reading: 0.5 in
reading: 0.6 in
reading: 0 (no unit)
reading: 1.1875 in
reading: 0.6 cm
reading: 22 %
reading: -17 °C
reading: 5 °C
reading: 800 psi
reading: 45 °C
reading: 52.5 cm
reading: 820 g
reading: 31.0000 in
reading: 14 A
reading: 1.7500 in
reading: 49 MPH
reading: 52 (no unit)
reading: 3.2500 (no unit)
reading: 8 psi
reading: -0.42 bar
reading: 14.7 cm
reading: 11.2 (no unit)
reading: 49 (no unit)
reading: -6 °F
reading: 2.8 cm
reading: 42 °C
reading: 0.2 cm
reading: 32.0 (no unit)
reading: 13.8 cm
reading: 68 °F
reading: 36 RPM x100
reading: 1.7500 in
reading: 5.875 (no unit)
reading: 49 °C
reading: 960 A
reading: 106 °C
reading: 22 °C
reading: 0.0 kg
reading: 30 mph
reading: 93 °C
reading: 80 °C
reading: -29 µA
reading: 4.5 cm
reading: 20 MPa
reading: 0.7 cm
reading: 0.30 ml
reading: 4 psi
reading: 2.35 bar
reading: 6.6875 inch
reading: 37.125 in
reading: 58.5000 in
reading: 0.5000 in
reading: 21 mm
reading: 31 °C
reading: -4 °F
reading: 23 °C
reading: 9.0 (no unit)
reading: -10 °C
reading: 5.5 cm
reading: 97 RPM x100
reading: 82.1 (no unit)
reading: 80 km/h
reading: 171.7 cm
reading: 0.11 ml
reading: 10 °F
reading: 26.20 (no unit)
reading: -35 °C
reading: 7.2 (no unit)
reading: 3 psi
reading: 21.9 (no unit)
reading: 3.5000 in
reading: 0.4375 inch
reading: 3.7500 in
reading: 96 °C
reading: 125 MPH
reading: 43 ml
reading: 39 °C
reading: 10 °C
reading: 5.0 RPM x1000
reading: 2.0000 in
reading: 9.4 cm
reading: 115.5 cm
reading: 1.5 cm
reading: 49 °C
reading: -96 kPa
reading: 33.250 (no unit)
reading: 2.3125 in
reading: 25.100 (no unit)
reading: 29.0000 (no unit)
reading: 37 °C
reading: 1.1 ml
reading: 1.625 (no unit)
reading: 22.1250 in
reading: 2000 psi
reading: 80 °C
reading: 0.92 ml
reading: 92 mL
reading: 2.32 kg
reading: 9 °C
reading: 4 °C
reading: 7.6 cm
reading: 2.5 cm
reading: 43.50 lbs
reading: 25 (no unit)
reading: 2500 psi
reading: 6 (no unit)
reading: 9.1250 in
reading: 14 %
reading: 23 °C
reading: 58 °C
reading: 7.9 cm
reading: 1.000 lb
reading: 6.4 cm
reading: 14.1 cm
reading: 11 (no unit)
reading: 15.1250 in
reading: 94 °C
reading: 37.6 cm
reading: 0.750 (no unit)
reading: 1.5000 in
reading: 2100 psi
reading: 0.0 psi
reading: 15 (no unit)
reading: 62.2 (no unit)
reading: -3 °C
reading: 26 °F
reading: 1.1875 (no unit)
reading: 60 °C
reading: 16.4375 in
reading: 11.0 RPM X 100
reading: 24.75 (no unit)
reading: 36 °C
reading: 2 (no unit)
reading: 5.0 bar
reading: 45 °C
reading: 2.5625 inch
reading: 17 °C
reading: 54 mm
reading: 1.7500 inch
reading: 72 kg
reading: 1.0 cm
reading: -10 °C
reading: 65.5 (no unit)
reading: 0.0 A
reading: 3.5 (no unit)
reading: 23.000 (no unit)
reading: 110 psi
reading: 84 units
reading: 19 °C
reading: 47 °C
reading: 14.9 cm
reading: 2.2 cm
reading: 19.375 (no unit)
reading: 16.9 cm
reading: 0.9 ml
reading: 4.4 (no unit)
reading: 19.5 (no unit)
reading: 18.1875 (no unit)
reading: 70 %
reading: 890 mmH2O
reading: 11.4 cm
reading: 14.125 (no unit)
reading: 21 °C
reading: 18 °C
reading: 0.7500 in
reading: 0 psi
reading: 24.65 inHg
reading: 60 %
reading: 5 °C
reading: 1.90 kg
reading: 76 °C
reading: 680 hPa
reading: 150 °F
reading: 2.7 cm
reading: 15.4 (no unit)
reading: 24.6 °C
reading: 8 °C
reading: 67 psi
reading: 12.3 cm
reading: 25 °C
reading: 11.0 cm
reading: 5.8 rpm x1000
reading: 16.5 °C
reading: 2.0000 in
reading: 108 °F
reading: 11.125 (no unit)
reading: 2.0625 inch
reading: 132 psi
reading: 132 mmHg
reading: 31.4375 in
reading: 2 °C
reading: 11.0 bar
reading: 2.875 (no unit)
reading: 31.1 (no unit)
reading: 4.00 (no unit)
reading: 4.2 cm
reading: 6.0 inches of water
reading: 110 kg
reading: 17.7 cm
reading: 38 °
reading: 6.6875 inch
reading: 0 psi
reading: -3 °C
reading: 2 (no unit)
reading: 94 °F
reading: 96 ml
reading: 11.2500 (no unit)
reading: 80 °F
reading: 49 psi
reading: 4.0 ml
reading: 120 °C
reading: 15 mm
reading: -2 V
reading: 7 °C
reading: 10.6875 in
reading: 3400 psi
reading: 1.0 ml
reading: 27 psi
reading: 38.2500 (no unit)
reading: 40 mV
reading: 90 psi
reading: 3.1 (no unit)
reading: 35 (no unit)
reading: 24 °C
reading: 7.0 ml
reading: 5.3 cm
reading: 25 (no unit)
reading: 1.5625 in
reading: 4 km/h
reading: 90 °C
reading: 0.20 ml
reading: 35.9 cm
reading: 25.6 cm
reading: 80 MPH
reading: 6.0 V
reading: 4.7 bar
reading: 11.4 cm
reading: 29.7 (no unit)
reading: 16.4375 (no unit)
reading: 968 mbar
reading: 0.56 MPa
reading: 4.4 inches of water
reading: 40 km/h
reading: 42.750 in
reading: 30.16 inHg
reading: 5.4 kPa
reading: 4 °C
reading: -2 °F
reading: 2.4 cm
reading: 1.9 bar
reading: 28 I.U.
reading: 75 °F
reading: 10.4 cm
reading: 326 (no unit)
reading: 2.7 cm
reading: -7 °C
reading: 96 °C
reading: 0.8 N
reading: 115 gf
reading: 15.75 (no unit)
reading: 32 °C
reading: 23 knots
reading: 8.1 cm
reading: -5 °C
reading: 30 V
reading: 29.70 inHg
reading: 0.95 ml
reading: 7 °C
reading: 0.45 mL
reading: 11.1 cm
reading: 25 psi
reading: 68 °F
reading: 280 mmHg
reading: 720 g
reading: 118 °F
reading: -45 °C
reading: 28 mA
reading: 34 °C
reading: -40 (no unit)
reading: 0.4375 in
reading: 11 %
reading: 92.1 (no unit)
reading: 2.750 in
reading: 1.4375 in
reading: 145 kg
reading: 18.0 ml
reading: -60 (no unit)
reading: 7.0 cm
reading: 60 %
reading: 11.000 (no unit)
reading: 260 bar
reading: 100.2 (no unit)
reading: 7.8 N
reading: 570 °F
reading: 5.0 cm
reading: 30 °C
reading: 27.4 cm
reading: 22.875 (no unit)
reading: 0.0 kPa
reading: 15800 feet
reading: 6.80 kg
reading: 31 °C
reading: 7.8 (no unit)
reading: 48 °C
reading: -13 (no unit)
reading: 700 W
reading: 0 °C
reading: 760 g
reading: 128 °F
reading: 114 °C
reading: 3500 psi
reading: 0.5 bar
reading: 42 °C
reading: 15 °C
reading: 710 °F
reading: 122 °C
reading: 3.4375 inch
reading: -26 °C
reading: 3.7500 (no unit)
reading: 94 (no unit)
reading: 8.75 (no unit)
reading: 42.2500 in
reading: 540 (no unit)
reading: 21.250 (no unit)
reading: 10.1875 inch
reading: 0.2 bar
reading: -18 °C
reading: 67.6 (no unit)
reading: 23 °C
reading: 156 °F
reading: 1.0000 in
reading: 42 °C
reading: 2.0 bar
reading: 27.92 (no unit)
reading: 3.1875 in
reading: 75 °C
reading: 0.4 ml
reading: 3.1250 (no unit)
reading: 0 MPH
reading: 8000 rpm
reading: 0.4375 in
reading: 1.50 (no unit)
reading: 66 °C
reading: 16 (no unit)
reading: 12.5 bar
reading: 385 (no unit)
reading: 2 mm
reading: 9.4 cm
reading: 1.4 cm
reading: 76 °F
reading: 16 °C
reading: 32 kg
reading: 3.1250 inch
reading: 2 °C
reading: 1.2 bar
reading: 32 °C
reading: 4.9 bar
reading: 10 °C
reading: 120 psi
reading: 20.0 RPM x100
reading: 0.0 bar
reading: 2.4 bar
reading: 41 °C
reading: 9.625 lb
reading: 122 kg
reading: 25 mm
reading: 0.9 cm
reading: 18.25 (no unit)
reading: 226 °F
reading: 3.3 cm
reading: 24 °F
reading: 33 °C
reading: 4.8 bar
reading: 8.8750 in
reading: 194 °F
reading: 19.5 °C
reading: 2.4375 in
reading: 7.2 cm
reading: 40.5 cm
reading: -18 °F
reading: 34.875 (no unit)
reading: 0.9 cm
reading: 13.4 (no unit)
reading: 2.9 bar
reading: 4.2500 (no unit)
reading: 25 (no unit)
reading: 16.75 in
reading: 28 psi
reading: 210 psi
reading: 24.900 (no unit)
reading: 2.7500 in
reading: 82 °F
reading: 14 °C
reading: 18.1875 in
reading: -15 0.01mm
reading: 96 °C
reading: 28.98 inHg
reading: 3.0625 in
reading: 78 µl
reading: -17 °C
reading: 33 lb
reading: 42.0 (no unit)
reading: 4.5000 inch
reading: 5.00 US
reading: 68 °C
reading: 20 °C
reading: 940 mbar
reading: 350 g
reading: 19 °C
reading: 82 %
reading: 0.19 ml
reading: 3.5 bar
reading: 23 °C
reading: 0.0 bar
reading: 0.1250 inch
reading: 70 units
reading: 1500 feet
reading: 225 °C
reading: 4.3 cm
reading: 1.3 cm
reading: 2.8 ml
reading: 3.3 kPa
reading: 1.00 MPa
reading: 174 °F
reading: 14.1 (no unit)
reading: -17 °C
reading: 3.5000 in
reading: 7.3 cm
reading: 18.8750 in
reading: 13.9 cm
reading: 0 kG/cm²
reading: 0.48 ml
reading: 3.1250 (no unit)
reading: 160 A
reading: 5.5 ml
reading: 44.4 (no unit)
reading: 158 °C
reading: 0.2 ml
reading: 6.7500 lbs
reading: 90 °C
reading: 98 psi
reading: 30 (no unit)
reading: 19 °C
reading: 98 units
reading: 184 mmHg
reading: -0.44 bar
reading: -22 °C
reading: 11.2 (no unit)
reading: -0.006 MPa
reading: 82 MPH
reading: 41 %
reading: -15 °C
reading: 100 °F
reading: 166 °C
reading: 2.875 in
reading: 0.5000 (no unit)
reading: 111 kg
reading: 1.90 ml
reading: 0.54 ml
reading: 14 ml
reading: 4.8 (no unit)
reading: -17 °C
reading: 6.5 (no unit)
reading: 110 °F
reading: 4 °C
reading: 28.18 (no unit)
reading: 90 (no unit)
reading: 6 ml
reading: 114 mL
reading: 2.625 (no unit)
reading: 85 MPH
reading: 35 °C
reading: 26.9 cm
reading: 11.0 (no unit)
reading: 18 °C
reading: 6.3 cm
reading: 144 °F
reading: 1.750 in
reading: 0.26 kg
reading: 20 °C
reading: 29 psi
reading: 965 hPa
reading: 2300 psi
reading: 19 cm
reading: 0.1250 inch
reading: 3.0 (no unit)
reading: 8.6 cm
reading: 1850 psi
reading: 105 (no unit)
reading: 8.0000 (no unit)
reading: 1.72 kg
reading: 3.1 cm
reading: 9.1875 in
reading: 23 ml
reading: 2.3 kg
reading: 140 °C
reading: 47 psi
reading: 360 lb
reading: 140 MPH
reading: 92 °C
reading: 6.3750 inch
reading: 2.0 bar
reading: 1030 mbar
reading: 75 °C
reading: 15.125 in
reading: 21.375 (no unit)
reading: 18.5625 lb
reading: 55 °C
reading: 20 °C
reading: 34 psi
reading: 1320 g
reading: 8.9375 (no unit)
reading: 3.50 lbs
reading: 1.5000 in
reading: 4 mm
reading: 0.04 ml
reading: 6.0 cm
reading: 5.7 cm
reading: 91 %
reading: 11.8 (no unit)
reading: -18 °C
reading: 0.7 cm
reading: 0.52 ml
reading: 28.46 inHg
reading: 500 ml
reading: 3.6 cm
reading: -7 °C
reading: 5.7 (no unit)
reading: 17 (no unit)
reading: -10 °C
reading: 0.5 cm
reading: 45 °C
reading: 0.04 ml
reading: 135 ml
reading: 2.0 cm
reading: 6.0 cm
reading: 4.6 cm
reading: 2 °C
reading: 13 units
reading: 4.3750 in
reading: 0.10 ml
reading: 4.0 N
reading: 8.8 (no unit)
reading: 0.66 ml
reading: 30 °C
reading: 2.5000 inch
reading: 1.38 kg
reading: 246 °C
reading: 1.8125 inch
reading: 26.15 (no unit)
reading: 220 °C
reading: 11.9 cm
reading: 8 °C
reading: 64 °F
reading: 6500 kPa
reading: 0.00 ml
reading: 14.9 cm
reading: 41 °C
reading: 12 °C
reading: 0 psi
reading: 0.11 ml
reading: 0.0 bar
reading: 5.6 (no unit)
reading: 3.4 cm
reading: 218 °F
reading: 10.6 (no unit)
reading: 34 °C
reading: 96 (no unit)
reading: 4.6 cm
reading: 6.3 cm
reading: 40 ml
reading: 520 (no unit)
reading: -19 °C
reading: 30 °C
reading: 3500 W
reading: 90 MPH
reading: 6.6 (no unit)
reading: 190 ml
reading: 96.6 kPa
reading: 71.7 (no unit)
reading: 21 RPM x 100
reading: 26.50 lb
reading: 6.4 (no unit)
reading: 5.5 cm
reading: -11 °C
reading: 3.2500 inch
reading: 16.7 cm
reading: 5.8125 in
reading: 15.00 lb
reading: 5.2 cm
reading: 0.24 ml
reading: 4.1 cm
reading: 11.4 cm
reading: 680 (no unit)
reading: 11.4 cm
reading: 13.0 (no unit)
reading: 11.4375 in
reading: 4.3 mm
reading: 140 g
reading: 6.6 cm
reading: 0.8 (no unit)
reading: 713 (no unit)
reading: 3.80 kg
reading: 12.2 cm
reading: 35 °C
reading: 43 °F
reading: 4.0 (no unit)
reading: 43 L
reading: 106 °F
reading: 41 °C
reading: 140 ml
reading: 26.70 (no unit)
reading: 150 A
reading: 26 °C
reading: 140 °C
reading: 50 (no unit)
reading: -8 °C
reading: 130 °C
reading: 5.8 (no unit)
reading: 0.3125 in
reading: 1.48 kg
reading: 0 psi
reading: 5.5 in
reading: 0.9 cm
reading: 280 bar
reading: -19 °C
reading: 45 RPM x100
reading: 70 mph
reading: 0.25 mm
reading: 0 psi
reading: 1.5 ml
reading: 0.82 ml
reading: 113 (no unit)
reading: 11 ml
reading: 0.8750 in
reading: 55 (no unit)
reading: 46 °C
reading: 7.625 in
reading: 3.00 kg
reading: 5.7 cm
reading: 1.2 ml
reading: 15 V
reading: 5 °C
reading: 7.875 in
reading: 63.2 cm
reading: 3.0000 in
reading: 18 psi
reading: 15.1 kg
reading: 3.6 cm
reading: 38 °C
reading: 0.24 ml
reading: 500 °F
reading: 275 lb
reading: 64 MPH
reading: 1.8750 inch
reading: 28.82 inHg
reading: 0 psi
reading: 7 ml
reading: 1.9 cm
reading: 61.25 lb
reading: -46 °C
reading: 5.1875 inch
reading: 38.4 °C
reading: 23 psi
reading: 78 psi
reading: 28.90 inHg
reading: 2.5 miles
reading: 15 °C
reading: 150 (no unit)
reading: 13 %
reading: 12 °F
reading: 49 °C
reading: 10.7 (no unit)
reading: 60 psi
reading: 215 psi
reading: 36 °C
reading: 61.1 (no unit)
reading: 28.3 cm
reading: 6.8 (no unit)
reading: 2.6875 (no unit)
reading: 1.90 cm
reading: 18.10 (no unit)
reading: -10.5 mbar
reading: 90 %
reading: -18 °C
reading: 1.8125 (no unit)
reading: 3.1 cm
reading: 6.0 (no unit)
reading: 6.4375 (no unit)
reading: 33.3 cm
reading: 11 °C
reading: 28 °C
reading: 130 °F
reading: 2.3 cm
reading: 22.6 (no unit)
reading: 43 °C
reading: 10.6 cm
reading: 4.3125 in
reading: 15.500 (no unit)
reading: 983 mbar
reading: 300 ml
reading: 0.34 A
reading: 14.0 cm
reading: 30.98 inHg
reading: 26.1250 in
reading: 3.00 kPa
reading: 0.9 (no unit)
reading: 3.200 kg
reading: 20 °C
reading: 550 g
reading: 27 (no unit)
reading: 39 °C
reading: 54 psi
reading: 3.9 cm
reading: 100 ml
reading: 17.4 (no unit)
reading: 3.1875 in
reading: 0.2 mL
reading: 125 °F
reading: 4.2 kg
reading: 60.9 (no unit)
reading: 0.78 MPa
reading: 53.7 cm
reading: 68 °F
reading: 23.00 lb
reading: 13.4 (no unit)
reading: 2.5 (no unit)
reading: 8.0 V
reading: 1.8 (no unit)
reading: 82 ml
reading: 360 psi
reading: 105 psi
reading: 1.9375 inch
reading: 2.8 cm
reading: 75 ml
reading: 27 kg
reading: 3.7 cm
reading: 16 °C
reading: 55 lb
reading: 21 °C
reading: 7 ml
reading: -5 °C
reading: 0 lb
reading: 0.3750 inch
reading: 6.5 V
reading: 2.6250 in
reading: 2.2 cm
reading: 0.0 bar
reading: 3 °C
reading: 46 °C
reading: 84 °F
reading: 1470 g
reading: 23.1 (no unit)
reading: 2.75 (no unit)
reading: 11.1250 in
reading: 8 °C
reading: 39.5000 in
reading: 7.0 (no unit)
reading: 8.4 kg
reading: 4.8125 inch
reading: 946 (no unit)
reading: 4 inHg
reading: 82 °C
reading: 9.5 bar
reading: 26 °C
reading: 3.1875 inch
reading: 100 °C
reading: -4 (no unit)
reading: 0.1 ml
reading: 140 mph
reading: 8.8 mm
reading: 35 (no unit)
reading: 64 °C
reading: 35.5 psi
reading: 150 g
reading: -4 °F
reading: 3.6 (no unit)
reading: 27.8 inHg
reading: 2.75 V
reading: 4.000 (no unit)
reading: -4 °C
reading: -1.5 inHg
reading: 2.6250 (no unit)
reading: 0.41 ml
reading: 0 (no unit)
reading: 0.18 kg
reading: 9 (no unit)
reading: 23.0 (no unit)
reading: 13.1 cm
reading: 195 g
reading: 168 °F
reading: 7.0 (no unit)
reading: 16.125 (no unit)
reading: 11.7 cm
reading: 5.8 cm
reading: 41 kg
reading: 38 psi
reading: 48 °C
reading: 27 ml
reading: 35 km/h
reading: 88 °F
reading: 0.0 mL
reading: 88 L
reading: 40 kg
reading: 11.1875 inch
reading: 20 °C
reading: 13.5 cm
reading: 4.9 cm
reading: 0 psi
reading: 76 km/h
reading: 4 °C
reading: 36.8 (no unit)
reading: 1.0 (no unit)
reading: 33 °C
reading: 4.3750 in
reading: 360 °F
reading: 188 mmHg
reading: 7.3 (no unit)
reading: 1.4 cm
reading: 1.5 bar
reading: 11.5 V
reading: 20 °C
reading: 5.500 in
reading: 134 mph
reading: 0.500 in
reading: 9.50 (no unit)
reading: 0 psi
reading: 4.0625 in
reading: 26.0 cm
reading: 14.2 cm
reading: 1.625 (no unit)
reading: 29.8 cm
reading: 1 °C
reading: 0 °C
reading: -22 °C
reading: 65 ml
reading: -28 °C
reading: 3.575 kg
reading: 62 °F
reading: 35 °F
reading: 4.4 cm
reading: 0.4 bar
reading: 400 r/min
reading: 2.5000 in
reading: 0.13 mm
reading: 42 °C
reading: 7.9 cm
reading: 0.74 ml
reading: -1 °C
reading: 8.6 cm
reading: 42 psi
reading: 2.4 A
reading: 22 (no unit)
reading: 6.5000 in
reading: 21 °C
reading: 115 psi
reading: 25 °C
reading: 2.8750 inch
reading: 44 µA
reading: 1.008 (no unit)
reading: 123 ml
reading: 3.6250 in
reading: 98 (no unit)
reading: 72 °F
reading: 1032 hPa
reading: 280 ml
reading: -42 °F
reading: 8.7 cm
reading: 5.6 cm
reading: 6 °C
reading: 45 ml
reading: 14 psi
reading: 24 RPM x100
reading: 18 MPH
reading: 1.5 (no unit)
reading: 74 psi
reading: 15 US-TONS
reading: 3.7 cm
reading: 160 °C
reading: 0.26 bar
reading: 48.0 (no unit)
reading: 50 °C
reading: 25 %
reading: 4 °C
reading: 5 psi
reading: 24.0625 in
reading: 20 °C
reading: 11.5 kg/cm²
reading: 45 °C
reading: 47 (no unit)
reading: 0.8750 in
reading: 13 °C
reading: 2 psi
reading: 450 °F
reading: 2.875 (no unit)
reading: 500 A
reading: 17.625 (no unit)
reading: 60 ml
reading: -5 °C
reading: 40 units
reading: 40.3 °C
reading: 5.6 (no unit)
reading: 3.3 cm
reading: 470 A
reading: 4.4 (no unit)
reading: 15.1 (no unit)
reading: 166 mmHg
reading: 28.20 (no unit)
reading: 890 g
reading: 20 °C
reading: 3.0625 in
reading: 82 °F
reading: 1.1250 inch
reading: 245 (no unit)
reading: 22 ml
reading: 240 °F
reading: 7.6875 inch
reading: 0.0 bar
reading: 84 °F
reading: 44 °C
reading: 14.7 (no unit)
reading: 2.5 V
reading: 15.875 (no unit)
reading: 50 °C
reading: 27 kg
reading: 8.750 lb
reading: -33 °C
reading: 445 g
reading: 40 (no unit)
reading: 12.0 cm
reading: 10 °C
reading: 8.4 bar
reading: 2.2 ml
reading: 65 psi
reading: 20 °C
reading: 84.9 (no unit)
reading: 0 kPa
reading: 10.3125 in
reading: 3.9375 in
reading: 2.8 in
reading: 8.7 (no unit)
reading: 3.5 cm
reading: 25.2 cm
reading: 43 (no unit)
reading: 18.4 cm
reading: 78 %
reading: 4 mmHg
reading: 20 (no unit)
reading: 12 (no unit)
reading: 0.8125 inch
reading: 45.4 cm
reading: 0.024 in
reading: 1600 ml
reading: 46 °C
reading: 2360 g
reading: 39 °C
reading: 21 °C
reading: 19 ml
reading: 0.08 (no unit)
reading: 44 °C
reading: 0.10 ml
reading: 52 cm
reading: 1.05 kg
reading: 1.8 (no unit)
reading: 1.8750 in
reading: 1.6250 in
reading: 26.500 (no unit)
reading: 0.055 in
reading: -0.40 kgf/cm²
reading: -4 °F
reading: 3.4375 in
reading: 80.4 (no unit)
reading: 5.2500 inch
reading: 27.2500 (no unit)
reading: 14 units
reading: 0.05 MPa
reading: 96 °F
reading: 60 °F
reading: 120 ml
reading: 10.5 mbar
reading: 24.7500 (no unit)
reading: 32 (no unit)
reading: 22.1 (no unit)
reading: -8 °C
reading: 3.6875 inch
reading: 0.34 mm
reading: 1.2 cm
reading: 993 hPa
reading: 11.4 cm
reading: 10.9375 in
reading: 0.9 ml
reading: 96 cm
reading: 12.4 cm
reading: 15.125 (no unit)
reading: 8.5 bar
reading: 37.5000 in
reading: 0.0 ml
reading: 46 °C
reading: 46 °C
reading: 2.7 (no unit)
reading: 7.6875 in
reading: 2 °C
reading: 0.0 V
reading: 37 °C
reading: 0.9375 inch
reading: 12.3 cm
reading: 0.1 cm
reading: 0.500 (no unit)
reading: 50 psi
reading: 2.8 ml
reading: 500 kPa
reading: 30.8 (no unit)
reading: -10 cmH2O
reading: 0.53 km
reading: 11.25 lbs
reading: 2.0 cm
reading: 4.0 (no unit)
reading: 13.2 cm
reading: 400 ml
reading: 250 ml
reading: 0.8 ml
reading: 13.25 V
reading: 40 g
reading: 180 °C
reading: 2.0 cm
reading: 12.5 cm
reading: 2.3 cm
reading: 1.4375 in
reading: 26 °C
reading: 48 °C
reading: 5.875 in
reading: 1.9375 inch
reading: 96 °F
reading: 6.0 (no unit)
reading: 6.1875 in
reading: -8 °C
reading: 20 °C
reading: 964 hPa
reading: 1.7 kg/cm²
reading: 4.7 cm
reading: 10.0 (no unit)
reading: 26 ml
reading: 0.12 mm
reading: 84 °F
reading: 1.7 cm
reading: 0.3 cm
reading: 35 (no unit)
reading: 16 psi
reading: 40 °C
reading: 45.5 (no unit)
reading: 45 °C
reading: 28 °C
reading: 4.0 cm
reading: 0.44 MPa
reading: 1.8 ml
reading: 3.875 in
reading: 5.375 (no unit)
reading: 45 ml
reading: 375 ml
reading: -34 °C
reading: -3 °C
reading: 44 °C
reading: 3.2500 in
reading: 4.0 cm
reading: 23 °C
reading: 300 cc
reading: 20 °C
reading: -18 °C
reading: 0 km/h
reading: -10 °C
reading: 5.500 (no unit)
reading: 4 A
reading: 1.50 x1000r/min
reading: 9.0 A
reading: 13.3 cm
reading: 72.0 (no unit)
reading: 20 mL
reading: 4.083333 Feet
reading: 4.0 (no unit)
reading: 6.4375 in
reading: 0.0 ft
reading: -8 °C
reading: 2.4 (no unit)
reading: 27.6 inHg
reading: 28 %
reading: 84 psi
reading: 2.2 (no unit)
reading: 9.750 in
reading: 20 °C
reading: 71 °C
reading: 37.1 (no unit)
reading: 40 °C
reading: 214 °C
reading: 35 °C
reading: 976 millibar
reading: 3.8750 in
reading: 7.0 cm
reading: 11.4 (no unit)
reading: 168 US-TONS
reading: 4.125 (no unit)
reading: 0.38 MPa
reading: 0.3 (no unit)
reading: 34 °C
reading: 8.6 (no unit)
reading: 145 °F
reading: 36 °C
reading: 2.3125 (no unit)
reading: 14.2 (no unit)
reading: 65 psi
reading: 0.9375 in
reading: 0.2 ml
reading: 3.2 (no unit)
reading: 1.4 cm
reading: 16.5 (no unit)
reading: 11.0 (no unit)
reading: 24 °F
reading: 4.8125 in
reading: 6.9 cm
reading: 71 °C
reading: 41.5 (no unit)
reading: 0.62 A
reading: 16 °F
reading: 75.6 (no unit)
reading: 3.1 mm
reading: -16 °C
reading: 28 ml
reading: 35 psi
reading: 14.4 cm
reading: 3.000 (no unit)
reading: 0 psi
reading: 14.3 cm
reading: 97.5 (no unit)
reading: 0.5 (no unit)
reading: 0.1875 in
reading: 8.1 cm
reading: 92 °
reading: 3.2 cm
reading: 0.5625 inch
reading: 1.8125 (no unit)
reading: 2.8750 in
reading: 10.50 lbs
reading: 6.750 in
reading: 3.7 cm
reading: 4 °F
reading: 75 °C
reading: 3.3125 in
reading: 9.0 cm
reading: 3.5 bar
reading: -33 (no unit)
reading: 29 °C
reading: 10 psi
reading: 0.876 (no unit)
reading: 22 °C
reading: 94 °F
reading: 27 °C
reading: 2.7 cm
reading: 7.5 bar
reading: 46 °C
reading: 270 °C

══════════════════════════════

# Action item
Find every line in the records that uses the string "mbar", then copy it.

# Written solution
reading: 968 mbar
reading: 940 mbar
reading: 1030 mbar
reading: -10.5 mbar
reading: 983 mbar
reading: 10.5 mbar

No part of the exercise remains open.